Is it possible that China and other countries now see their path to modernisation by riding on the backs of women? Or more precisely, the wombs of women? In the late 1970s, China’s challenge was to curb a large and growing population and for women to be part of the much needed labour force. In 1979, China adopted the one-child policy, mandating that a married couple could have only one child except in the case of extraordinary circumstances. In 2015, it was replaced by a two-child policy. In 2021, all restrictions were lifted, allowing Chinese couples to have any number of children.

The current policies define a mother as a married woman and favour married mothers. Cash bonuses are given to families with new babies. Many cities and workplaces have expanded maternity leave and added an extra month for second-time and third-time married mothers. These rewards are available only for married couples, not for single and independent women who, in some cases, would prefer to adopt, parent alone or not bear children at all. Subtle and not-so-subtle forms of discrimination. The government’s focus on increasing the birth rate does not commensurate with assistance in childcare, one of the main reasons women are having less or no children.

It was not always like this. The leader Deng Xiaoping’s economic reforms in 1978 included women in diverse ways, changing their image as “iron women”, or women who could do men’s work too, propagated during the pre-reform period. Increasing globalisation and China as a choice of location for the UN Fourth World Conference on Women in 1995 gave a boost to Chinese women’s aspirations and their mainstreaming into the international feminist movement.

In contemporary China, while women’s rights have improved a great deal, they face discrimination in the workforce. There is a wide and persistent gender pay gap and many private firms turn down female job applicants in case they choose to have children, despite the fact that women are more qualified than men.

Under President Xi, the gains of women have been lost. The government has shut down many activist NGOs, censored feminist platforms, and feminism is seen by nationalists as a toxic Western ideology.

China and other countries use women as ping pong balls to increase and decrease their populations. Contraception enabled women to find agency and determine if and when they want children. Women and men are socialised to believe that they are not complete until they have a partner in marriage and become parents. These new policies capitalise on the guilt, especially women, experience should they choose to do otherwise. Women, no matter how attractive the incentives, will become resentful wives and mothers when their independence and agency is taken away from them. This is not helpful to society, even a modern society as

President Xi wants and sees it.

The path to modernisation by China and other countries calls for new ways of thinking and acting. Current policies of incentives for increasing births by encouraging women to stay home and raise children is not modernity. It is moving backwards.

The reason birth rates are going down and women do not want to have children is because of insufficient childcare and the abdication of the state’s responsibility to provide such services.
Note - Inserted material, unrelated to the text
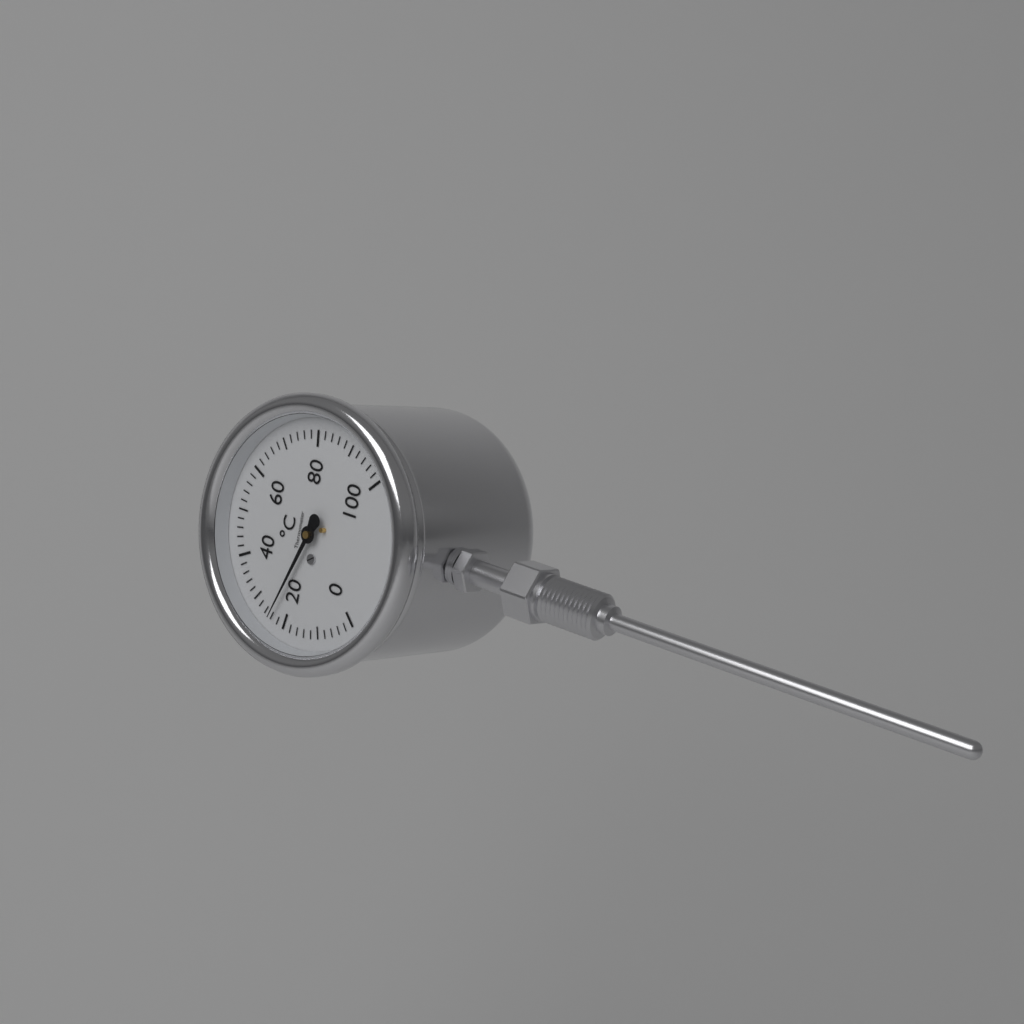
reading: 24 °C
Besides being wives and mothers, women want to work outside the home, often because they need money, want to be engaged in and contribute to society, and feel good about themselves.

They need to be outside the home, interacting with the world.

In the mid-1960s, during the Cultural Revolution, the Communist leader Mao Zedong proclaimed that “women hold up half the sky”, a slogan that personified freedom and liberation for women, and equality between men and women. Today, China’s leaders have taken away the sky from women.